Please, God. I need this.
The man in a gray suit considers this again and admonishes himself for his cowardice — when you pray in your head, words and phrases, and sentences and prayers, and pleas twine and intertwine and mix until the signal becomes the noise and you can’t really figure out whatever you’re trying to say. So, for a half-second, you think the only way to get it out of your head is to blow it up so that it all spills out and maybe then God will understand how you really feel — and so he tries again, and puts his prayers to air. The man in a gray suit is not used to coming to church. This is his first time coming in a couple of years. He’s going to need a couple of tries to get this thing down.

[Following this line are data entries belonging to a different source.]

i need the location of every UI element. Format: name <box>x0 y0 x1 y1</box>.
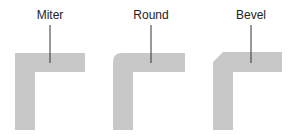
round-label: Round <box>133 8 168 22</box>
miter-label: Miter <box>37 8 64 22</box>
bevel-label: Bevel <box>236 8 266 22</box>
bevel-join-shape <box>213 52 282 130</box>
miter-join-shape <box>15 53 85 130</box>
round-join-shape <box>113 53 185 130</box>
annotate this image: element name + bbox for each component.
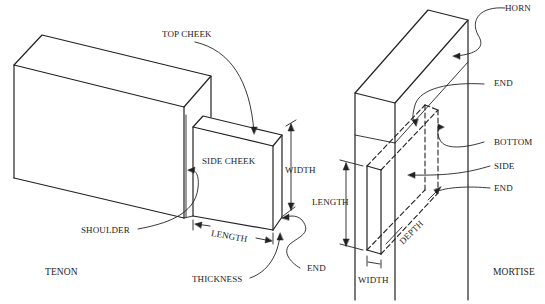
label-shoulder: SHOULDER [81,226,130,235]
diagram-drawing [0,0,545,304]
label-mortise-end-top: END [494,79,513,88]
tenon-projection [184,115,282,230]
label-tenon-end: END [307,264,326,273]
label-side: SIDE [494,162,514,171]
mortise-stile [355,10,468,300]
label-side-cheek: SIDE CHEEK [202,157,255,166]
label-mortise-end-bottom: END [494,184,513,193]
mortise-tenon-diagram: TOP CHEEK SIDE CHEEK WIDTH SHOULDER LENG… [0,0,545,304]
label-thickness: THICKNESS [192,275,242,284]
label-horn: HORN [505,4,531,13]
label-tenon-width: WIDTH [285,166,316,175]
caption-tenon: TENON [45,268,78,278]
label-bottom: BOTTOM [494,138,532,147]
caption-mortise: MORTISE [493,268,535,278]
mortise-opening [367,105,438,254]
tenon-rail-block [14,35,211,218]
label-mortise-width: WIDTH [358,276,389,285]
label-mortise-length: LENGTH [312,198,349,207]
label-top-cheek: TOP CHEEK [162,30,212,39]
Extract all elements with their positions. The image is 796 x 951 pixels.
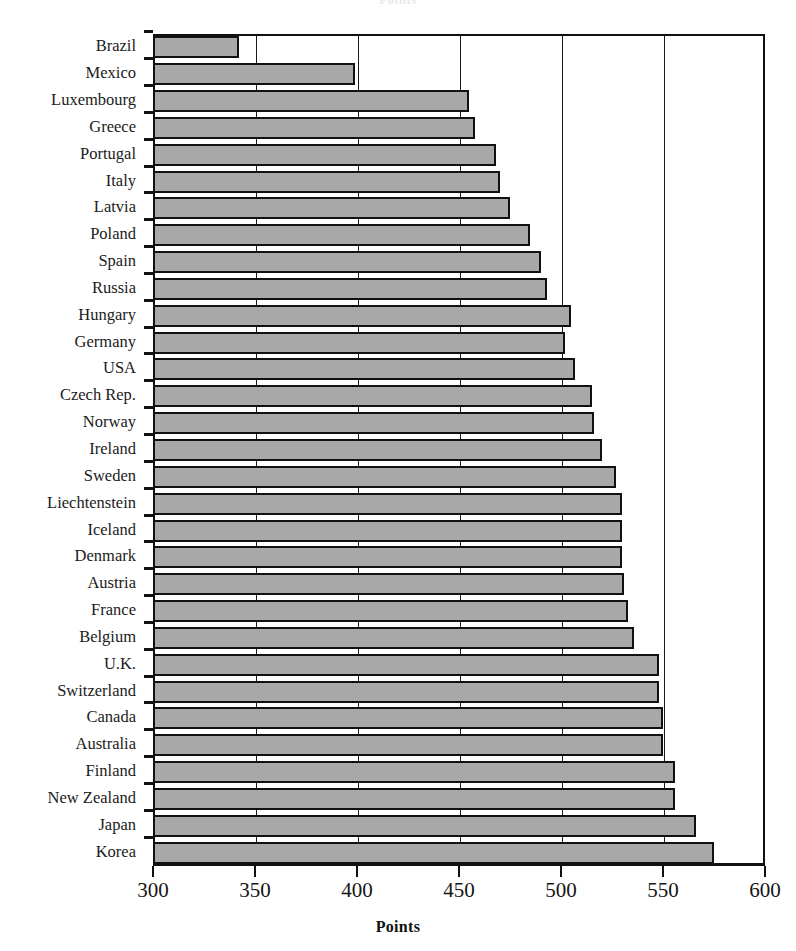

“I’m sorry,” the man in a gray suit exhales, “I’m just not used to praying.” But that’s okay. Prayer is a process, the man in a gray suit would find, and what begins feeling ridiculous, or like grasping for spiritual straws, ends up feeling akin to a dam giving way to water; unrestrained, unexploited. So the man in a gray suit — the man who’s come an hour and a half early to an interview because the early bird gets the worm, only to find himself with an hour and a half to kill and nowhere but a church to grace with his presence — prays, and he prays faithfully, and he prays well. He picks up the Bible on the shelf of the pew in front of him, flips it open to whatever page presented itself and begins to read. He closes his eyes, and at that moment he feels safe, like God’s hands envelop him, and that tomorrow will be a better day, and everything will be okay.
~.~
Somewhere along the line, this stupid fucker in a gray suit fell asleep in the middle of Galatians and missed his interview.